_Exercise:_ Return the lines of the data below, from the one containing "The height and width of the screenshot is (528, 812)." through the very last, exactly and with both ends included; no pictures.

:: Data extracts ::

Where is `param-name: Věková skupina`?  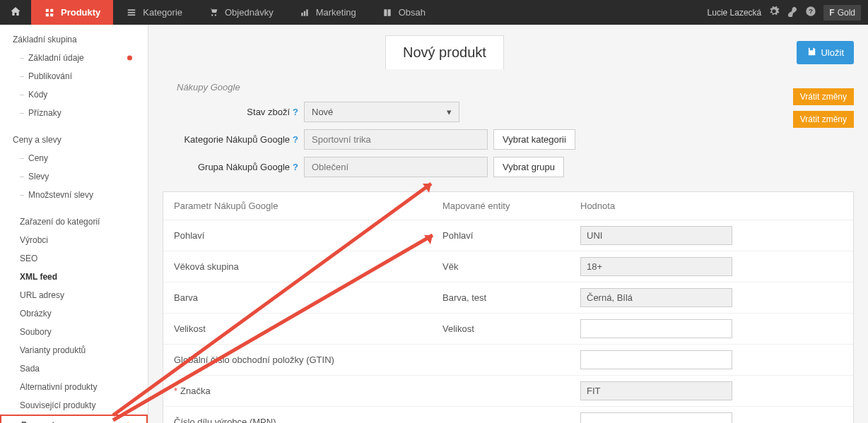
param-name: Věková skupina is located at coordinates (308, 267).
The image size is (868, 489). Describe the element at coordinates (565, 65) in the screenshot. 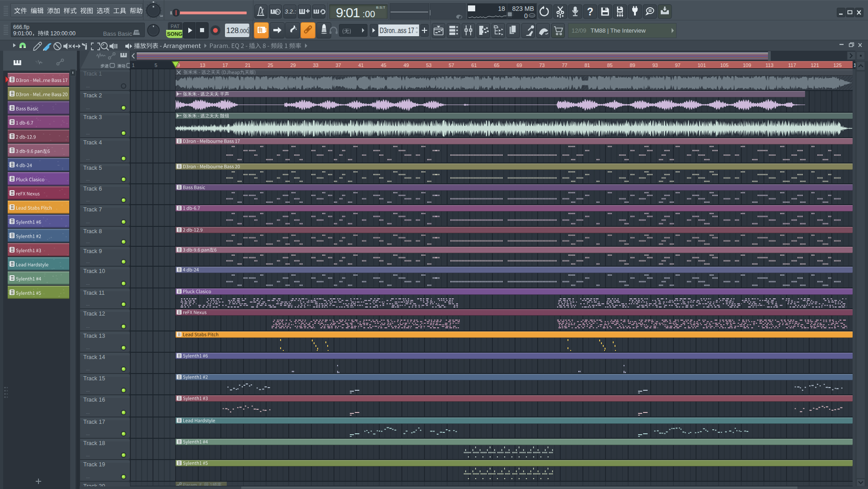

I see `svg-text: 77` at that location.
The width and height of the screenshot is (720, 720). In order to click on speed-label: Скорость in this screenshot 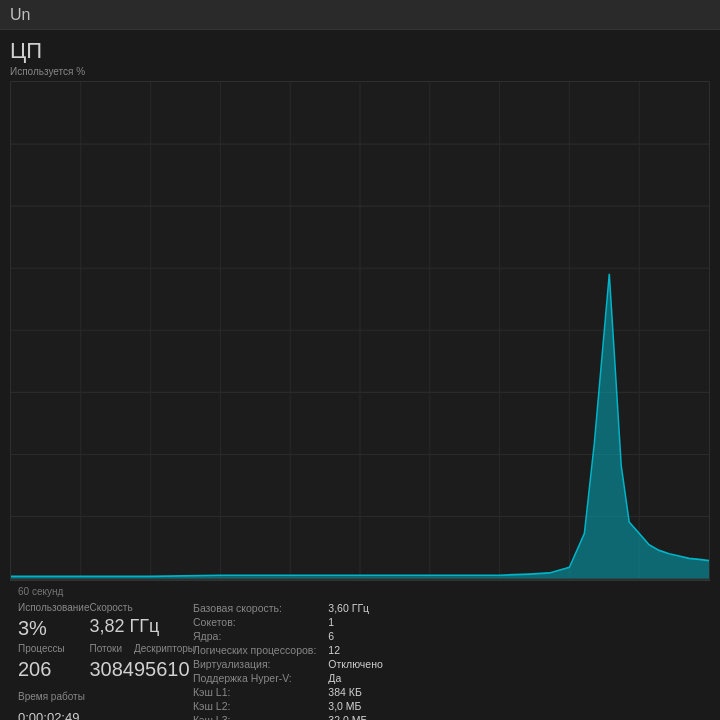, I will do `click(142, 608)`.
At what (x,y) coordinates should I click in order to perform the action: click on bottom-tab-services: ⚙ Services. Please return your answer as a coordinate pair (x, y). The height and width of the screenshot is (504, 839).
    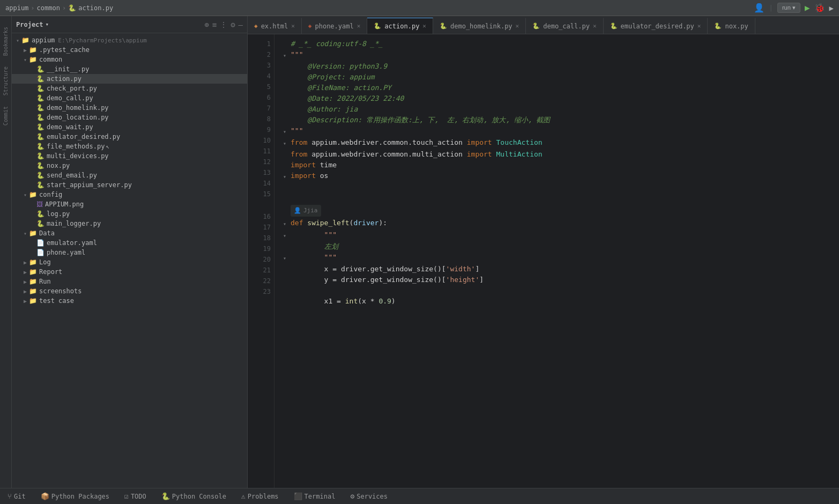
    Looking at the image, I should click on (369, 496).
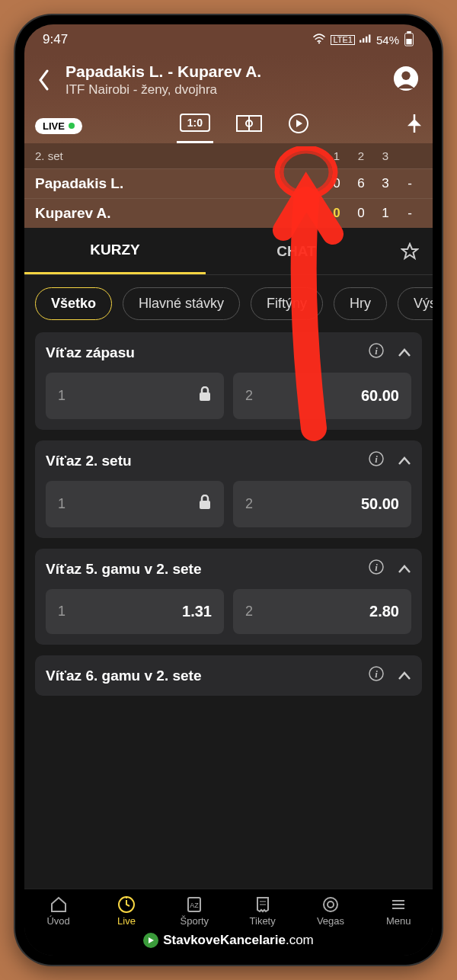 This screenshot has width=457, height=980. What do you see at coordinates (406, 80) in the screenshot?
I see `profile-button` at bounding box center [406, 80].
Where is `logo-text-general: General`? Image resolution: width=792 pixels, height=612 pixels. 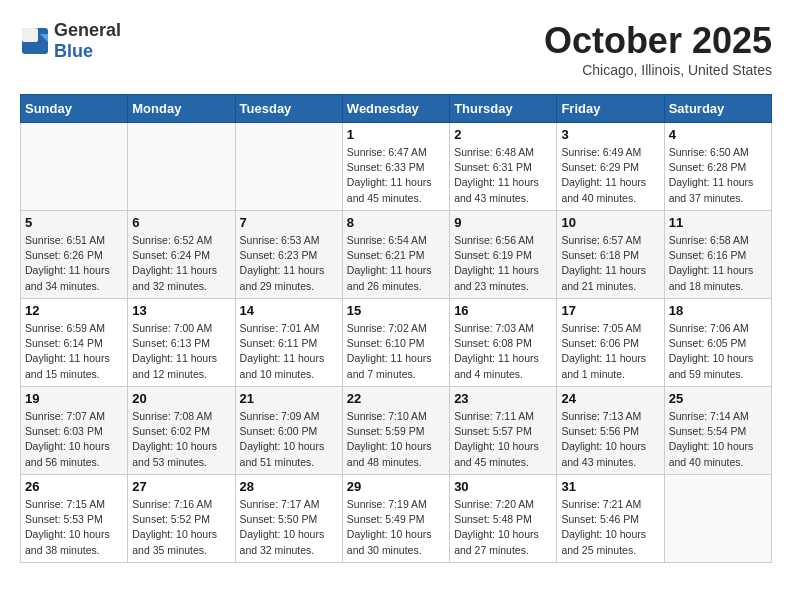
logo-text-general: General is located at coordinates (88, 30).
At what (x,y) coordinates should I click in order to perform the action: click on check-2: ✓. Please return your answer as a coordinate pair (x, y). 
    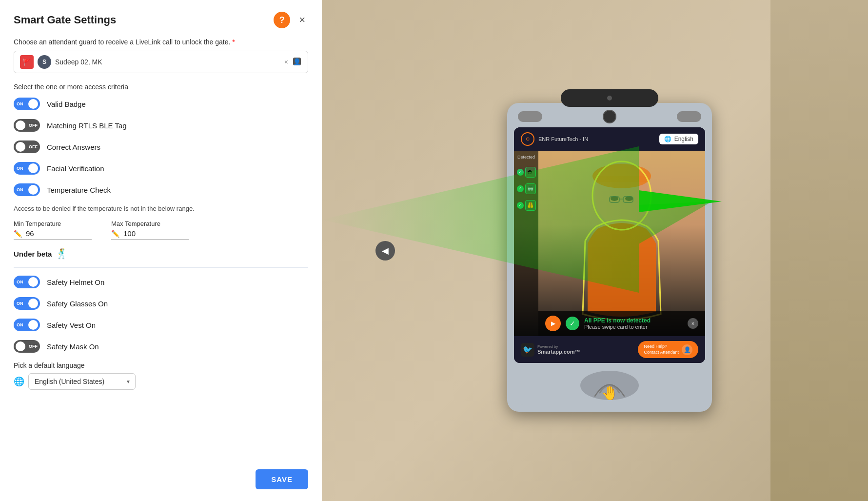
    Looking at the image, I should click on (520, 189).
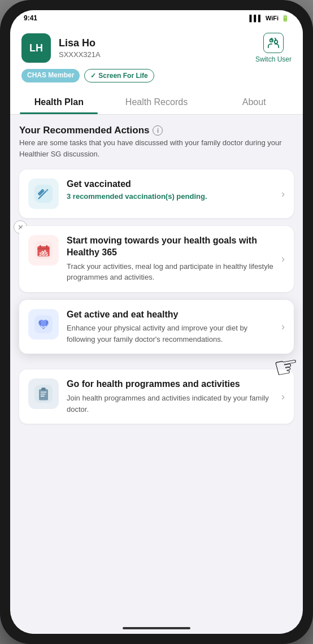 This screenshot has height=644, width=313. What do you see at coordinates (156, 130) in the screenshot?
I see `section-title: Your Recommended Actions i` at bounding box center [156, 130].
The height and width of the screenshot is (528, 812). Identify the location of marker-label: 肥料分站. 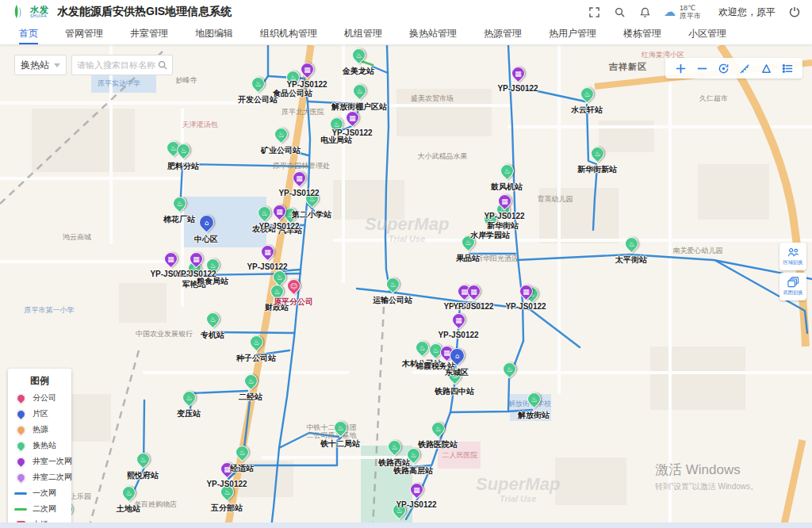
(183, 166).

:::

_Response area:_
The height and width of the screenshot is (528, 812). Identify the location of marker-label: 肥料分站. 
(183, 166).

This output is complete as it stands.